Abstract ID: 721
Part of Session 155: Changing linguistic norms in the audiovisual media (Other abstracts in this session)
Authors: Stenberg-Sirén, Jenny; Östman, Jan-Ola I
Submitted by: Östman, Jan-Ola I (University of Helsinki, Finland)
Studies on ideologies of language standards (Kristiansen 2001, Mattheier 1997, Kristiansen & Coupland 2011) indicate that although e.g. in Denmark late modern notions of globalization and democratization are at work, the ideologies of a standard language remain strong while the standard itself is changing. We ask whether a similar change is taking place in minority languages. For minority-language speakers broadcasts in their own language on TV and the radio are typically their only oral authorities; this is so in Finland where Swedish is a minority national language. We focus on the role of audiovisual media in Swedish-language Finland.
The national public service broadcasting company YLE has two Swedish-language radio channels and one TV-channel aimed at Swedish speakers. In 2010 about 99% of the Swedish speaking population listened to or watched Swedish-language programs (www.yle.fi).

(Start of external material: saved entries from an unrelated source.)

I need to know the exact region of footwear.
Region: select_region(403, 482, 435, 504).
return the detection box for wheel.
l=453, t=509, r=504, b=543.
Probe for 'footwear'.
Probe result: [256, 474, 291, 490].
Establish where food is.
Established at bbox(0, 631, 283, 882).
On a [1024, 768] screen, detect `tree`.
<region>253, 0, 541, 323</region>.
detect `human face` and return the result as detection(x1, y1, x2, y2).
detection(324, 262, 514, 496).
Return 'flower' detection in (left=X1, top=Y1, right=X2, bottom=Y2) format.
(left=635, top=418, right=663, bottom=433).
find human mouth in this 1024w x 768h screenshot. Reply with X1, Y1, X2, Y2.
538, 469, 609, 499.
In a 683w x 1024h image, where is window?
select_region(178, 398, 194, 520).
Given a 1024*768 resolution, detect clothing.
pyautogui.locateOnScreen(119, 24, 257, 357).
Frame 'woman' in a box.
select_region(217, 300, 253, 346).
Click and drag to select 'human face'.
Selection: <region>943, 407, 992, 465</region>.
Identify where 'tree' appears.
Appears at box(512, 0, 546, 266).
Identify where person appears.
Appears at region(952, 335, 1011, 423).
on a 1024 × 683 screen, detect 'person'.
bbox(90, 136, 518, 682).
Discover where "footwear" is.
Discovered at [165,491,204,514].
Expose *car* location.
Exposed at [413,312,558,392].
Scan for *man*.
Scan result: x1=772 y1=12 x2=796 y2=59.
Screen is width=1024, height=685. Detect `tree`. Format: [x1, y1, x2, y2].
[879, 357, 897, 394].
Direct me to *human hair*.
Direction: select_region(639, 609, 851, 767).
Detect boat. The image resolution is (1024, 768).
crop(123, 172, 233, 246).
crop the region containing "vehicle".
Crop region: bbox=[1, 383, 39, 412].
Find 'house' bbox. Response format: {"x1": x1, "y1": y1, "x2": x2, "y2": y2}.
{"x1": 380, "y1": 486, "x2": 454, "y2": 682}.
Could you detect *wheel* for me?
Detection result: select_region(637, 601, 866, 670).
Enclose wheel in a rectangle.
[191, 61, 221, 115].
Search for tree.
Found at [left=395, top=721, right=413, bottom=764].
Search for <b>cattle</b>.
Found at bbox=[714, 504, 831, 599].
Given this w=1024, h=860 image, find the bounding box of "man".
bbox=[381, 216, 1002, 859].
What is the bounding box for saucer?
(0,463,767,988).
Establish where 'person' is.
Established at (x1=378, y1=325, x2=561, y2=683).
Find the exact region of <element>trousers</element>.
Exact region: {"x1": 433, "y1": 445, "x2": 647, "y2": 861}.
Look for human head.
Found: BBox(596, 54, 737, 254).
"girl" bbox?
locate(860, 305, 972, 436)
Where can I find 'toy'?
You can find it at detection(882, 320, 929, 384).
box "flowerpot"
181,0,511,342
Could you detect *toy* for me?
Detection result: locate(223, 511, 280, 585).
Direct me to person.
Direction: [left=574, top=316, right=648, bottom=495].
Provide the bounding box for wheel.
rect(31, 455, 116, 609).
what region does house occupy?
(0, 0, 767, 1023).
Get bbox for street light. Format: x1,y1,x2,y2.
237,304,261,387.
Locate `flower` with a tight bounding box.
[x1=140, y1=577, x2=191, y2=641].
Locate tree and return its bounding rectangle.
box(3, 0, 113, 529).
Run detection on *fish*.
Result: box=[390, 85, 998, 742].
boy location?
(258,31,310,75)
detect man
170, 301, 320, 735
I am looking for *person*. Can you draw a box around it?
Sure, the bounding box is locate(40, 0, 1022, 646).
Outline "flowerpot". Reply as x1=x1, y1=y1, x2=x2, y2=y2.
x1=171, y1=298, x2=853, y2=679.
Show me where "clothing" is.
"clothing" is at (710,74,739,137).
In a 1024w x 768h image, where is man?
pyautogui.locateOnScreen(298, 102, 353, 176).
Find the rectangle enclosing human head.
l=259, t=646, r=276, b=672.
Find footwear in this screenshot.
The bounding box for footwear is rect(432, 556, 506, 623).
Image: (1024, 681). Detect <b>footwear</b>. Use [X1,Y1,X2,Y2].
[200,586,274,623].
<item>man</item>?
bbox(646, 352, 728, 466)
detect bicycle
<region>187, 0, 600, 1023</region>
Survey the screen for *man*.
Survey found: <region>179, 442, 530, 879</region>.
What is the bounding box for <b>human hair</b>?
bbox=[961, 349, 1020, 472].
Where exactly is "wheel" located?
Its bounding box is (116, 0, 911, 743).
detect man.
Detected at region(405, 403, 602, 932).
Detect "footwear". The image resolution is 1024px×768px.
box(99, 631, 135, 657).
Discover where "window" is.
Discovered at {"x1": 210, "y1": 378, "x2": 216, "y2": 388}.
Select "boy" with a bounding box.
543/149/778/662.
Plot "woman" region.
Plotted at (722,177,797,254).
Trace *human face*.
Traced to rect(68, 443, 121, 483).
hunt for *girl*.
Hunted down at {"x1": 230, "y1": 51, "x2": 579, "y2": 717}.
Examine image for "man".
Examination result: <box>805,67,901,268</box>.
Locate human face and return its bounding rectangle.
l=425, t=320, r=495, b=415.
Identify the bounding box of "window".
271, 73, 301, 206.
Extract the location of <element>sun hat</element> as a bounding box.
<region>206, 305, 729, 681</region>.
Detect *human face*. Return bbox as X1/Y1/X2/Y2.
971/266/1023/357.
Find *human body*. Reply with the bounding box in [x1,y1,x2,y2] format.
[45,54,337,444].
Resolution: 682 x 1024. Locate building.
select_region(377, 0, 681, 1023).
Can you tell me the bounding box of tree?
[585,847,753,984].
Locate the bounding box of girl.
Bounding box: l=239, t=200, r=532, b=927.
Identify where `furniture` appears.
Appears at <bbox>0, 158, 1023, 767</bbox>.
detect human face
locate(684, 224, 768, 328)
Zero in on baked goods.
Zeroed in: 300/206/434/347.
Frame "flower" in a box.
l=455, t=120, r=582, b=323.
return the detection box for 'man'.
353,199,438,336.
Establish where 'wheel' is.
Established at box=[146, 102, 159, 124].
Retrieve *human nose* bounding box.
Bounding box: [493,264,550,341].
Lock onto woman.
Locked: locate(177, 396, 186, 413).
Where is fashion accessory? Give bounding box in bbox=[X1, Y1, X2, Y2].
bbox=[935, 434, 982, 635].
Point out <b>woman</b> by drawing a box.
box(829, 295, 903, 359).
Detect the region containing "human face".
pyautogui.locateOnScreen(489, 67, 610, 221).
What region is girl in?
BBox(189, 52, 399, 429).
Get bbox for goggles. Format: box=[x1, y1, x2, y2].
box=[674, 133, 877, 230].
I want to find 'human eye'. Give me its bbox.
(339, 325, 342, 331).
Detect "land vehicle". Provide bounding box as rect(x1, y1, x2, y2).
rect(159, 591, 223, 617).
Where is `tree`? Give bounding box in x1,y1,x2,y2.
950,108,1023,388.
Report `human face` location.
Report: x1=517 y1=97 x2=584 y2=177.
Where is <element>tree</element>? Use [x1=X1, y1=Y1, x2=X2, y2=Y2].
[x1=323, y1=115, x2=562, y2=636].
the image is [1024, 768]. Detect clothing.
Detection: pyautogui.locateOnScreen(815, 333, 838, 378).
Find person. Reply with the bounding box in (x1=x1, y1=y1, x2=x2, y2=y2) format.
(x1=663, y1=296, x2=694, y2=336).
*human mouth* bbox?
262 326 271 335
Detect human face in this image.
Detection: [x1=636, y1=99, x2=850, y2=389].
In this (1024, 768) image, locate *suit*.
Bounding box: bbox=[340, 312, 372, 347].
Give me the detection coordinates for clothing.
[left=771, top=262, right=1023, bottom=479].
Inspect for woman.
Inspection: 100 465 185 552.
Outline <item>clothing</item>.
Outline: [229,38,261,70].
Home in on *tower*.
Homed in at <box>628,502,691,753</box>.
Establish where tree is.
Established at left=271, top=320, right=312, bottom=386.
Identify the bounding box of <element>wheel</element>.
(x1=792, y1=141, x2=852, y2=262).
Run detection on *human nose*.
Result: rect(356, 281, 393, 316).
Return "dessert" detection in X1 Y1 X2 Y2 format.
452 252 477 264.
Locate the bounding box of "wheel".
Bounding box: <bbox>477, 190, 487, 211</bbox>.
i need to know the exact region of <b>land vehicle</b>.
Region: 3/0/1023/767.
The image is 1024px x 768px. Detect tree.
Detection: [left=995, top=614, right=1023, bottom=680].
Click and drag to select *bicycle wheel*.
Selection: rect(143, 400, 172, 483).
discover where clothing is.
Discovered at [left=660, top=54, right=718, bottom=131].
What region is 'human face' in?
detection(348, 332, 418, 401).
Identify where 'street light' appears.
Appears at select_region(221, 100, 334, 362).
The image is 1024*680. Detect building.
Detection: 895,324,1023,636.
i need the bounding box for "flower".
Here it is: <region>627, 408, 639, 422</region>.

Any change in the language of the YLE media can therefore be presumed to have a major impact on the listeners’ and viewers’ conception of what the standard of spoken Finland-Swedish is like.
We investigate changes in the audiovisual media language in Swedish-language Finland during the last 40 years (1970-2010) by focusing on a set of 40 phonological features (e.g., reductions, assimilations, vowel quality) of reporters and interviewees in news reports and of hosts and participants in entertainment programs. The material consists of one program per genre and medium from each year, 164 programs in total. The sociolinguistic variables we look at are formality, acceptance of regional features, and influence from Finnish. We compare news programs with entertainment programs, radio with television, journalists’ language with that of interviewees and news hosts, and spontaneous speech with texts read out loud.
We find that language in the audiovisual media has become more informal, but the change is mostly due to changes in program formats with a general increase in entertainment features. News reporters’ language is still extremely conservative and formal, very clearly pronounced. The informalization in the news is coupled with an increase in live elements, as in live reports and studio discussions; these, in turn, display the change in the role of the media in late modernity. In entertainment programs the linguistic changes are more noticeable due to live broadcasts with listener participation. The recent more positive attitudes to regional varieties in the media are not directly reflected in the amount of dialectal features heard in the Swedish-language audiovisual media. In entertainment programs regional varieties are as such acceptable, but hardly any local dialects are heard. In the news, what used to be the standard in the media (with influences from the high-status Helsinki variety) is giving way to a more neutral standard, which lacks regional features.
This change has taken place due to increasing pressure from the majority language Finnish, and due to the great variety found in the local dialects of Swedish in Finland. These factors have caused a need for a neutral standard language, which comes close to a reading-of-the-writing variety (cf. Auer 2005, Östman & Mattfolk 2011).